Barbed patriotism

Thursday, February 12th, 2004

When 10,000 protesters gathered in November at the infamous school housed in Fort Benning, Ga., they encountered not merely armed guards and barbed wire fencing, but a pumped-up PA system drowning out their words with patriotic music.

The symbolism could hardly have been more stark or, to my mind, more obscene: Amid amber waves of grain, the barbed wire of the national security establishment is supposed to be invisible.

The protesters, 27 of whom were eventually arrested, had gathered — as people have been gathering for 14 years now — to demand the shutdown of the Western Hemisphere Institute for Security Cooperation, better known by its former name, the School of the Americas.

Even if you have heard of the place, you may have a hard time believing that it really exists, or that it is what it is: a “school” for the torturers and assassins who keep order in Latin America on our behalf.

It’s a bloody business, keeping the rich rich, channeling the desperation of the poor into sweatshops and out of social movements and demands for land reform. If you’re a union leader in a country controlled by SOA graduates, your life is in danger. If you talk against free trade, your life is in danger.

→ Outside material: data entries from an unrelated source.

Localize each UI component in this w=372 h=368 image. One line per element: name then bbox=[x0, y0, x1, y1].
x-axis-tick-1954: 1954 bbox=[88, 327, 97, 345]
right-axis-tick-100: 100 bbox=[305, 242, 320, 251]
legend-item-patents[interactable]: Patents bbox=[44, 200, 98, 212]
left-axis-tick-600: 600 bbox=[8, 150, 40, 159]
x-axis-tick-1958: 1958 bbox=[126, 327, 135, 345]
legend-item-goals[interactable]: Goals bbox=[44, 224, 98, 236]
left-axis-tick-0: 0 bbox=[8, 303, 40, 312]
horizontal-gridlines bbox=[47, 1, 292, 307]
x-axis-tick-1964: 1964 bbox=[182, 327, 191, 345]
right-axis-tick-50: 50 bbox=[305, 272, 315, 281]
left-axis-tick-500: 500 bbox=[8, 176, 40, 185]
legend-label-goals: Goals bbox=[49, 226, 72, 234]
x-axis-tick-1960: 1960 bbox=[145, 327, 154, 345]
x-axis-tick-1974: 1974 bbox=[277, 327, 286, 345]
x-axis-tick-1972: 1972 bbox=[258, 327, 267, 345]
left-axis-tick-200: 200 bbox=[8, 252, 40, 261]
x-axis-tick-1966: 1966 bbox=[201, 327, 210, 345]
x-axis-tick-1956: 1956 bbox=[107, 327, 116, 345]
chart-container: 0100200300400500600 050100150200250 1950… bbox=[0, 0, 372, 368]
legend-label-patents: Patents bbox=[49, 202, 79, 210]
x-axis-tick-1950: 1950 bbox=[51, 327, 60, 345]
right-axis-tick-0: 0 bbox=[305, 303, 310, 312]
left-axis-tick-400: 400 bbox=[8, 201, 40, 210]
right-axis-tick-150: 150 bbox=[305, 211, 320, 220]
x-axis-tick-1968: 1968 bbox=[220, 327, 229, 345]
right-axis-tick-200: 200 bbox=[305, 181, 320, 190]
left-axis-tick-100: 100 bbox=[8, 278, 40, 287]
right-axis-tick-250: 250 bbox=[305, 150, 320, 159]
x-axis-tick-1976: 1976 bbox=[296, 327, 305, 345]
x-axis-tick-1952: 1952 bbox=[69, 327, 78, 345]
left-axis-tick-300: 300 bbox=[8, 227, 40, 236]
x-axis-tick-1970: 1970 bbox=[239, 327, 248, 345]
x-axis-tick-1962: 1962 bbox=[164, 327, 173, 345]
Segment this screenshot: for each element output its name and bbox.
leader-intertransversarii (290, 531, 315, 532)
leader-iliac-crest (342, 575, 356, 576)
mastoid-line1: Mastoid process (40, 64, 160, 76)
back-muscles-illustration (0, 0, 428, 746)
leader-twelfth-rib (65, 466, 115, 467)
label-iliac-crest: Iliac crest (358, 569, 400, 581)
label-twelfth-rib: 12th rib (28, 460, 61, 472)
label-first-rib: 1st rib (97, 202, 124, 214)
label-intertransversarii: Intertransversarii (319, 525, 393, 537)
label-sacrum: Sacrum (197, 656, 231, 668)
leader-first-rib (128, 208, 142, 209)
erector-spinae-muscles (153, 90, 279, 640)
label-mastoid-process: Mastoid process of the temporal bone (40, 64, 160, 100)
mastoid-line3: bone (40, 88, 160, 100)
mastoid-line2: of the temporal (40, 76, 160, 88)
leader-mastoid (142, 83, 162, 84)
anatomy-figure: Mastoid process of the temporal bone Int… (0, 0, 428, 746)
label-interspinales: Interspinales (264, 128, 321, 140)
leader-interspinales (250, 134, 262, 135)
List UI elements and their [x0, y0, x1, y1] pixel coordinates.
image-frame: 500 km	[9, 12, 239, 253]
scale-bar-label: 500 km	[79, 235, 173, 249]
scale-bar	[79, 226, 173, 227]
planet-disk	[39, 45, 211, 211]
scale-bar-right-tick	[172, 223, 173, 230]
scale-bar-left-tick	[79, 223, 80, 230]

We claim to have gone to war in Iraq to topple a bloody dictator from power, but on this side of the world, human rights abuses – mass graves, murdered priests – begin at a compound in Fort Benning.

Since 1946, the SOA (which was located in Panama until 20 years ago, when popular discontent forced it to move north of the border), some 50,000 soldiers from 18 countries throughout the hemisphere have received training in the brutal game of counterinsurgency. Name a massacre, atrocity or “dirty little war” of the last half century in Latin America and there’s a good chance SOA grads were involved.

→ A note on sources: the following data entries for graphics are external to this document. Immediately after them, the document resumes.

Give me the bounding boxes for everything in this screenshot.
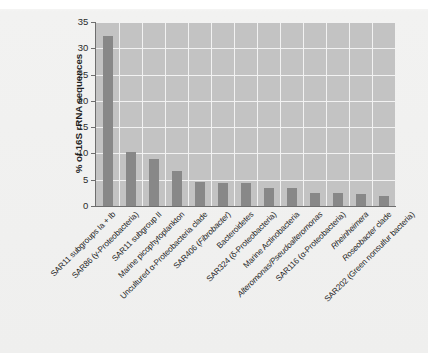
bar — [149, 159, 159, 206]
bar — [103, 36, 113, 206]
x-axis-label: Bacteroidetes — [214, 210, 254, 250]
y-tick-label: 35 — [48, 16, 88, 27]
bar — [287, 188, 297, 206]
x-axis-label: SAR324 (δ-Proteobacteria) — [204, 210, 278, 284]
y-tick-mark — [91, 206, 95, 207]
plot-area — [96, 22, 395, 206]
x-axis-label: Marine picophytoplankton — [116, 210, 186, 280]
y-tick-mark — [91, 127, 95, 128]
x-axis-line — [95, 206, 396, 207]
x-axis-label: Uncultured α-Proteobacteria clade — [118, 210, 209, 301]
x-axis-label: Roseobacter clade — [340, 210, 393, 263]
x-axis-label: SAR11 subgroups Ia + Ib — [49, 210, 117, 278]
bar — [264, 188, 274, 206]
y-tick-label: 0 — [48, 200, 88, 211]
bar — [218, 183, 228, 206]
bar — [126, 152, 136, 206]
x-axis-label: SAR406 (Fibrobacter) — [171, 210, 232, 271]
x-axis-label: Rheinheimera — [329, 210, 370, 251]
y-tick-mark — [91, 75, 95, 76]
y-tick-mark — [91, 153, 95, 154]
figure-page: 05101520253035 % of 16S rRNA sequences S… — [0, 0, 428, 353]
bar — [333, 193, 343, 206]
y-axis-line — [95, 22, 96, 207]
bar-chart: 05101520253035 % of 16S rRNA sequences S… — [0, 0, 428, 353]
bar — [310, 193, 320, 206]
x-axis-label: Alteromonas/Pseudoalteromonas — [235, 210, 324, 299]
y-tick-mark — [91, 22, 95, 23]
x-axis-label: SAR116 (α-Proteobacteria) — [274, 210, 347, 283]
y-axis-title: % of 16S rRNA sequences — [73, 29, 84, 199]
x-axis-label: Marine Actinobacteria — [241, 210, 301, 270]
x-axis-label: SAR86 (γ-Proteobacteria) — [70, 210, 140, 280]
bar-series — [96, 22, 395, 206]
bar — [172, 171, 182, 206]
bar — [356, 194, 366, 206]
x-axis-label: SAR202 (Green nonsulfur bacteria) — [322, 210, 416, 304]
x-axis-label: SAR11 subgroup II — [110, 210, 163, 263]
y-tick-mark — [91, 101, 95, 102]
bar — [241, 183, 251, 206]
bar — [379, 196, 389, 207]
y-tick-mark — [91, 48, 95, 49]
bar — [195, 182, 205, 206]
y-tick-mark — [91, 180, 95, 181]
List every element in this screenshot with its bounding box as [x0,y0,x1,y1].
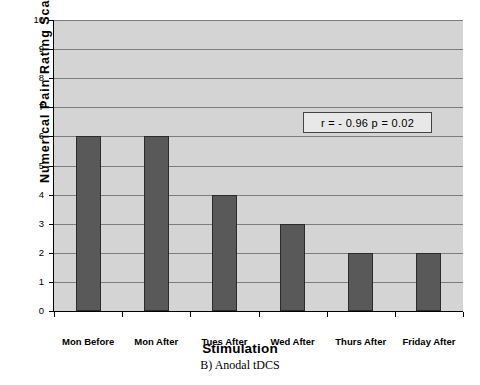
y-axis-tick [49,78,54,79]
x-axis-tick [259,312,260,317]
x-axis-tick [327,312,328,317]
y-axis-tick-label: 1 [14,277,44,287]
bar [280,224,305,311]
y-axis-tick-label: 5 [14,161,44,171]
gridline [54,78,463,79]
bar [144,136,169,311]
y-axis-tick-label: 10 [14,15,44,25]
y-axis-tick-label: 2 [14,248,44,258]
gridline [54,20,463,21]
bar-chart-figure: Numerical Pain Rating Scale 012345678910… [0,0,480,385]
plot-area: 012345678910Mon BeforeMon AfterTues Afte… [53,20,463,312]
y-axis-tick-label: 3 [14,219,44,229]
bar [348,253,373,311]
bar [416,253,441,311]
correlation-annotation: r = - 0.96 p = 0.02 [303,112,432,133]
y-axis-tick [49,282,54,283]
x-axis-tick [122,312,123,317]
y-axis-tick-label: 4 [14,190,44,200]
gridline [54,253,463,254]
gridline [54,195,463,196]
y-axis-tick [49,20,54,21]
x-axis-tick [463,312,464,317]
y-axis-tick [49,136,54,137]
gridline [54,49,463,50]
y-axis-tick [49,195,54,196]
x-axis-tick [54,312,55,317]
y-axis-tick-label: 7 [14,102,44,112]
y-axis-tick [49,224,54,225]
gridline [54,107,463,108]
y-axis-tick [49,49,54,50]
gridline [54,224,463,225]
bar [212,195,237,311]
y-axis-tick [49,253,54,254]
x-axis-tick [395,312,396,317]
gridline [54,136,463,137]
y-axis-tick-label: 6 [14,131,44,141]
y-axis-tick-label: 9 [14,44,44,54]
bar [76,136,101,311]
figure-caption: B) Anodal tDCS [0,358,480,373]
y-axis-tick [49,107,54,108]
y-axis-tick-label: 8 [14,73,44,83]
y-axis-tick [49,166,54,167]
x-axis-tick [190,312,191,317]
gridline [54,166,463,167]
y-axis-tick-label: 0 [14,306,44,316]
x-axis-title: Stimulation [0,341,480,356]
gridline [54,282,463,283]
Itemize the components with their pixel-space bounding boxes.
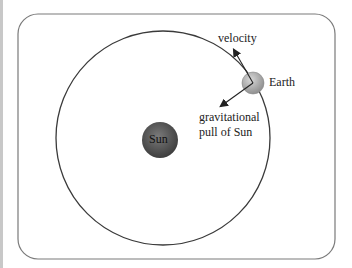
orbit-diagram xyxy=(0,0,352,268)
earth-label: Earth xyxy=(269,76,295,89)
sun-label: Sun xyxy=(149,133,168,146)
gravity-arrow xyxy=(221,83,253,106)
gravity-label-line2: pull of Sun xyxy=(199,126,252,139)
velocity-label: velocity xyxy=(218,32,257,45)
gravity-label-line1: gravitational xyxy=(199,111,260,124)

The Guatemalan death squads? The disappeared of Argentina? Pinochet’s reign of terror in Chile? The 1980 assassination of Archbishop Oscar Romero in El Salvador? The slaughter of 800 Salvadoran men, women and children in the village of El Mozote? All of these horrors and dozens more bear the stamp of SOA.

Father Roy Bourgeois, the Maryknoll priest who founded SOA Watch, came slowly to his role as passionate opponent of U.S. foreign policy. He has so far spent four years in prison, he told me recently, on charges stemming from his protests at Fort Benning, “and we’re not going away until the school is closed.”

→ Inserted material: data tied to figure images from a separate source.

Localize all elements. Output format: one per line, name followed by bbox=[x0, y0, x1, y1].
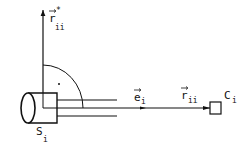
label-r-ii: r ii bbox=[181, 87, 198, 106]
diagram: r * ii e i r ii C i S i bbox=[0, 0, 250, 145]
svg-text:i: i bbox=[141, 97, 146, 106]
svg-text:e: e bbox=[134, 91, 141, 104]
svg-text:ii: ii bbox=[55, 23, 65, 32]
r-ii-arrowhead bbox=[203, 106, 210, 110]
label-c-i: C i bbox=[224, 89, 237, 105]
box-c-i bbox=[210, 102, 221, 114]
svg-text:r: r bbox=[181, 89, 188, 102]
svg-text:ii: ii bbox=[188, 96, 198, 105]
diagram-canvas: r * ii e i r ii C i S i bbox=[0, 0, 250, 145]
right-angle-dot bbox=[58, 83, 60, 85]
label-r-star-ii: r * ii bbox=[49, 6, 65, 32]
label-e-i: e i bbox=[134, 89, 146, 107]
svg-text:i: i bbox=[232, 96, 237, 105]
svg-text:i: i bbox=[43, 135, 48, 144]
label-s-i: S i bbox=[36, 125, 48, 144]
svg-text:S: S bbox=[36, 125, 43, 138]
svg-text:*: * bbox=[56, 6, 61, 15]
e-i-arrowhead bbox=[140, 107, 146, 110]
svg-text:C: C bbox=[224, 89, 231, 102]
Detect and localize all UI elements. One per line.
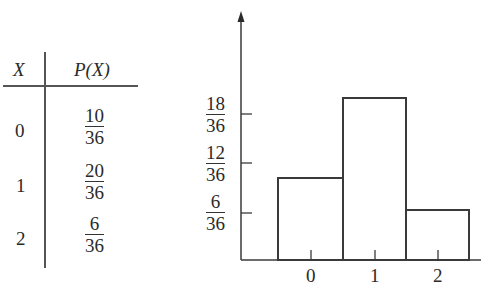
y-axis-arrow-icon <box>238 11 245 22</box>
y-tick-label: 12 36 <box>206 143 225 184</box>
x-tick-label: 0 <box>306 265 316 287</box>
y-tick-label: 6 36 <box>206 192 225 233</box>
x-tick-label: 1 <box>370 265 380 287</box>
bar-1 <box>343 98 406 260</box>
fraction-numerator: 18 <box>206 94 225 114</box>
fraction-denominator: 36 <box>206 213 225 233</box>
fraction-denominator: 36 <box>206 164 225 184</box>
fraction-denominator: 36 <box>206 115 225 135</box>
histogram-plot <box>0 0 481 297</box>
fraction-numerator: 12 <box>206 143 225 163</box>
fraction-numerator: 6 <box>211 192 221 212</box>
y-tick-label: 18 36 <box>206 94 225 135</box>
x-tick-label: 2 <box>433 265 443 287</box>
bar-0 <box>278 178 343 260</box>
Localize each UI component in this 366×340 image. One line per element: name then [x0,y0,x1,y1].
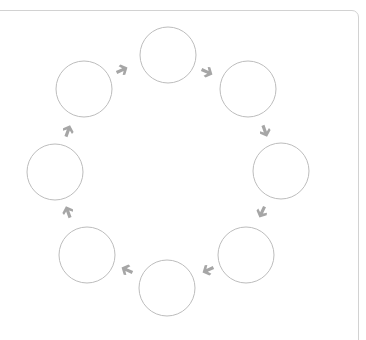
arrow-icon [61,123,76,138]
arrow-icon [258,123,273,138]
cycle-node-top-right[interactable] [220,61,276,117]
cycle-node-bottom-left[interactable] [59,227,115,283]
arrow-icon [200,262,216,277]
nodes-layer [27,27,309,316]
cycle-node-bottom[interactable] [139,260,195,316]
cycle-node-top-left[interactable] [56,61,112,117]
diagram-canvas [0,0,366,340]
cycle-node-right[interactable] [253,143,309,199]
cycle-node-left[interactable] [27,144,83,200]
arrow-icon [199,64,215,79]
cycle-diagram [0,0,366,340]
arrow-icon [254,204,269,220]
arrow-icon [114,62,130,77]
arrow-icon [61,204,76,219]
cycle-node-bottom-right[interactable] [218,227,274,283]
cycle-node-top[interactable] [140,27,196,83]
arrow-icon [119,262,135,277]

It’s been a long journey for the self-described “Sunday Catholic” from the bayou country of Louisiana, who joined the Navy as a young man, served a tour of duty in Vietnam and thought of making the military his career. Vietnam woke him up. He saw too much. He met a missionary, for instance, who ran an orphanage for 380 children, whose parents had been killed by Americans. On his return to the states, he entered the seminary.

His first placement as a priest was a parish in the slums of La Paz, Bolivia. “When you live with the poor you begin to speak the language of the poor. They became my teachers,” he said.

From that perspective, he saw — lived through — American foreign policy in Latin America. In 1980, Archbishop Romero was assassinated in El Salvador; then two of Bourgeois’ friends, Ita Ford and Maura Clark, were among four nuns raped and murdered in that country a few months later, by soldiers of the government the U.S. was supporting with massive aid.

Most of the killers were SOA grads, but this only came to light in 1990, after U.S. Rep. Joseph Moakley investigated the brutal execution of six Jesuit priests, their housekeeper and her daughter in El Salvador in November 1989. Moakely’s report on the murders, implicating the SOA, first made Bourgeois aware of the school.

Ten people, including Congressional Medal of Honor winner Charlie Liteky, took part in the first SOA protest, on the anniversary of those eight deaths. All were arrested. Bourgeois’ sentence – for trespassing and splashing a vile of his own blood on photographs of the school’s “honor graduates” – was 14 months.

In prison, he said, “We learned we couldn’t be silenced.”

Indeed, in 14 years, the protesters’ numbers have increased a thousandfold. Neither arrests nor barbed wire has silenced them. “America the Beautiful” won’t either.